--- DATASET CONTENT ---

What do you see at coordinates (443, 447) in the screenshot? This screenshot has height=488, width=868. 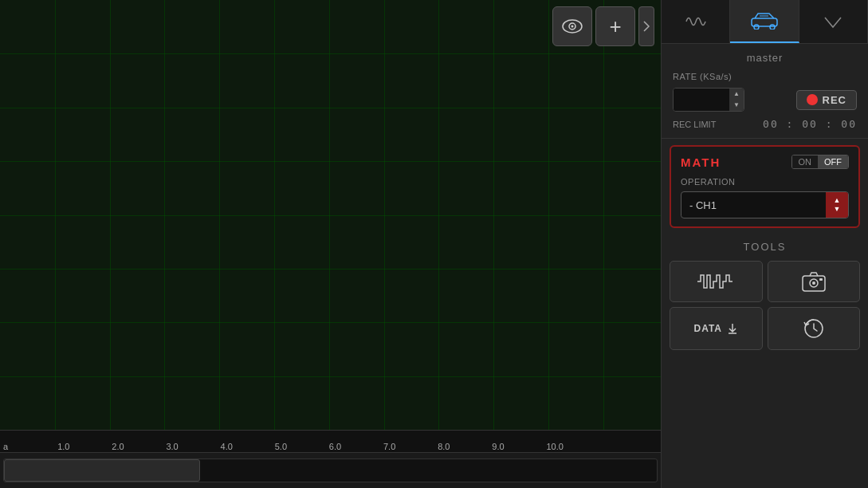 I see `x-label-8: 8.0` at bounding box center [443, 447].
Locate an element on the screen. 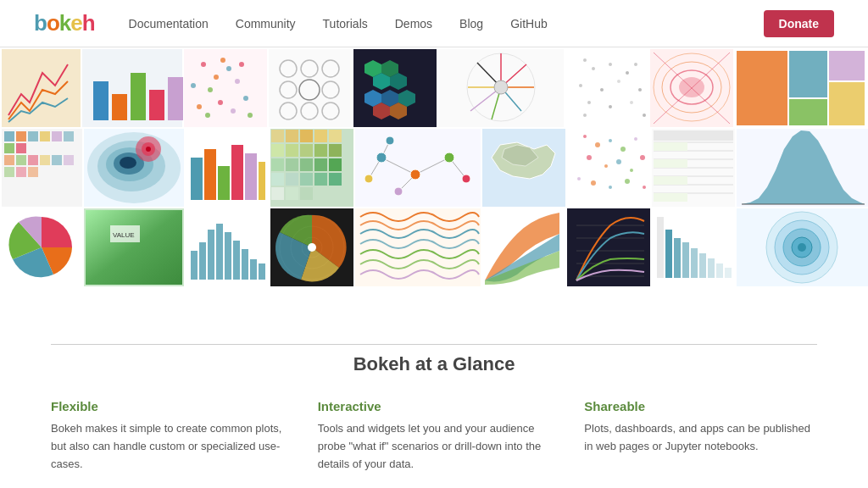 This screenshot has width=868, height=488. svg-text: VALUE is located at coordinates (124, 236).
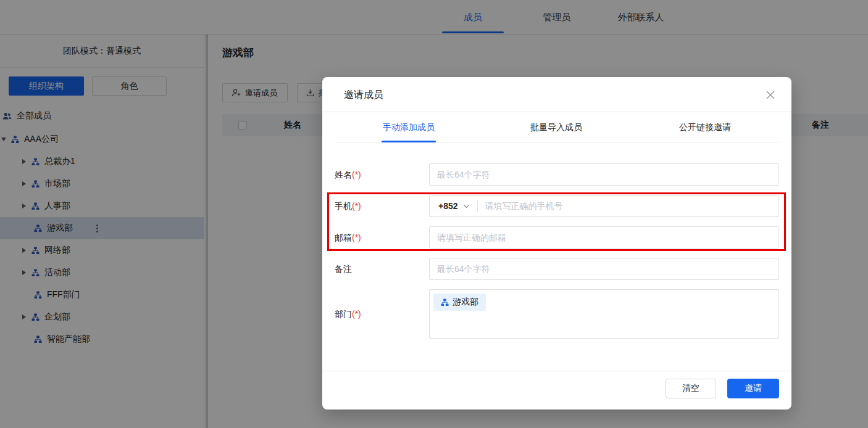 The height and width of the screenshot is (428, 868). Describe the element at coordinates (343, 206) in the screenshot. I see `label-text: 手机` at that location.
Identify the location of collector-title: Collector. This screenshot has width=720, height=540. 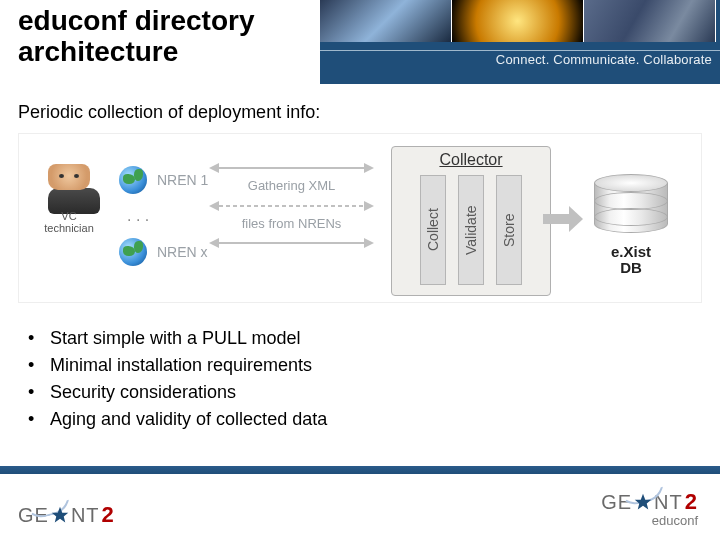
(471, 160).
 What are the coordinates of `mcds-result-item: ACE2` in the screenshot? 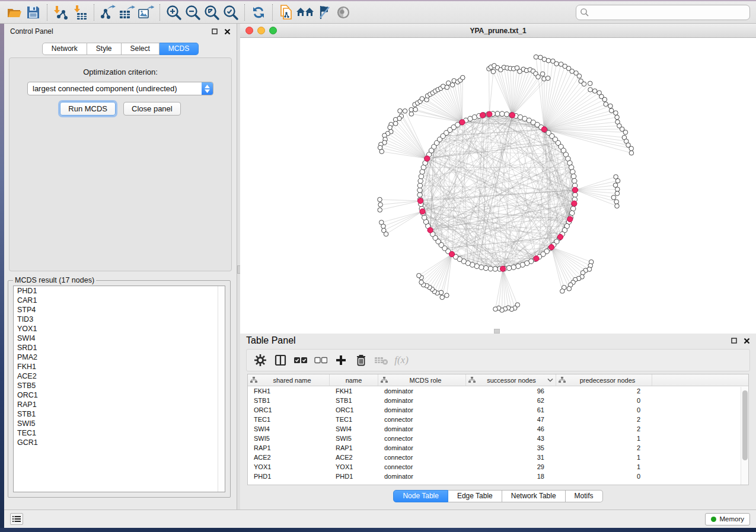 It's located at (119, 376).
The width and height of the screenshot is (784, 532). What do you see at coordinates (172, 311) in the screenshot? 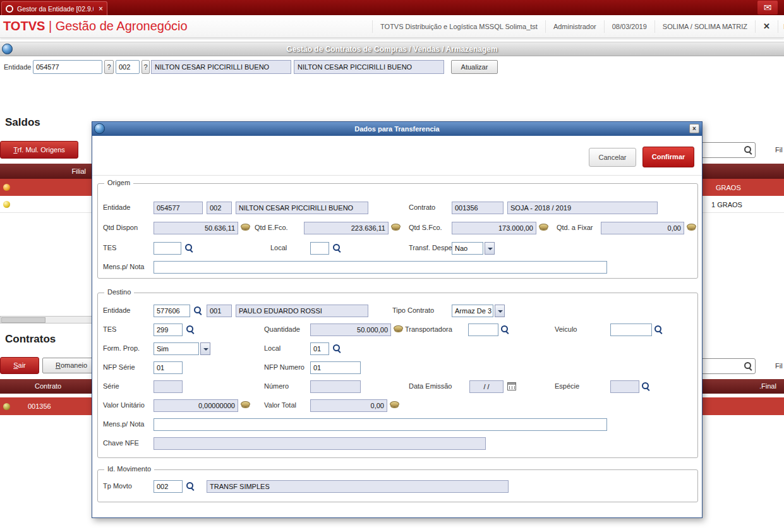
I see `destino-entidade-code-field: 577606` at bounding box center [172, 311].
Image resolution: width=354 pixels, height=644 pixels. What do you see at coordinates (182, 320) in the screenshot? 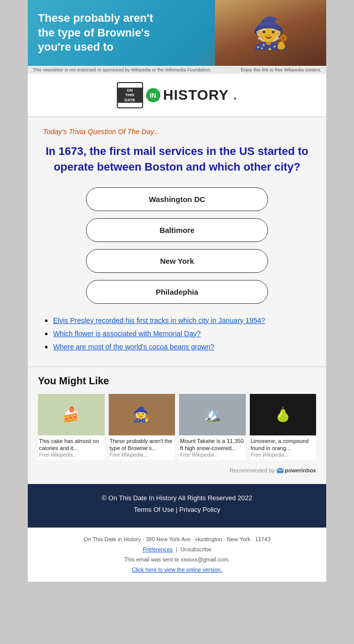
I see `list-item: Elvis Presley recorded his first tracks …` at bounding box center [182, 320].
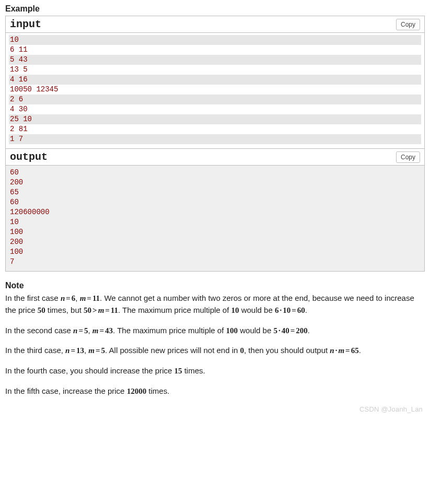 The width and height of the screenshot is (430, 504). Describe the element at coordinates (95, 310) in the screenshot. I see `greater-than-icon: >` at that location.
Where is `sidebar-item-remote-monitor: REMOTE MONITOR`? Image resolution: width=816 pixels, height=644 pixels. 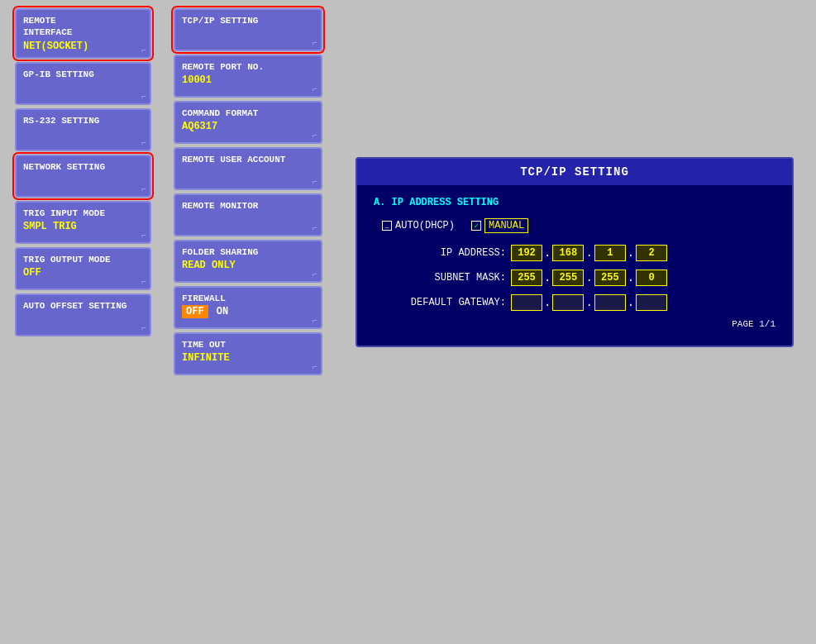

---

AIM OF THE TASK :: Omit the pictures. Write out exactly the lines from the one containing "The width and height of the screenshot is (784, 532)." through the last line of the entries, both of them included.

WRITTEN RESPONSE ::
The width and height of the screenshot is (784, 532). What do you see at coordinates (172, 311) in the screenshot? 
I see `destino-entidade-code-field: 577606` at bounding box center [172, 311].
Image resolution: width=354 pixels, height=644 pixels. What do you see at coordinates (182, 320) in the screenshot? 
I see `list-item: Elvis Presley recorded his first tracks …` at bounding box center [182, 320].
 The width and height of the screenshot is (430, 504). Describe the element at coordinates (95, 310) in the screenshot. I see `greater-than-icon: >` at that location.
Where is `sidebar-item-remote-monitor: REMOTE MONITOR`? Image resolution: width=816 pixels, height=644 pixels. 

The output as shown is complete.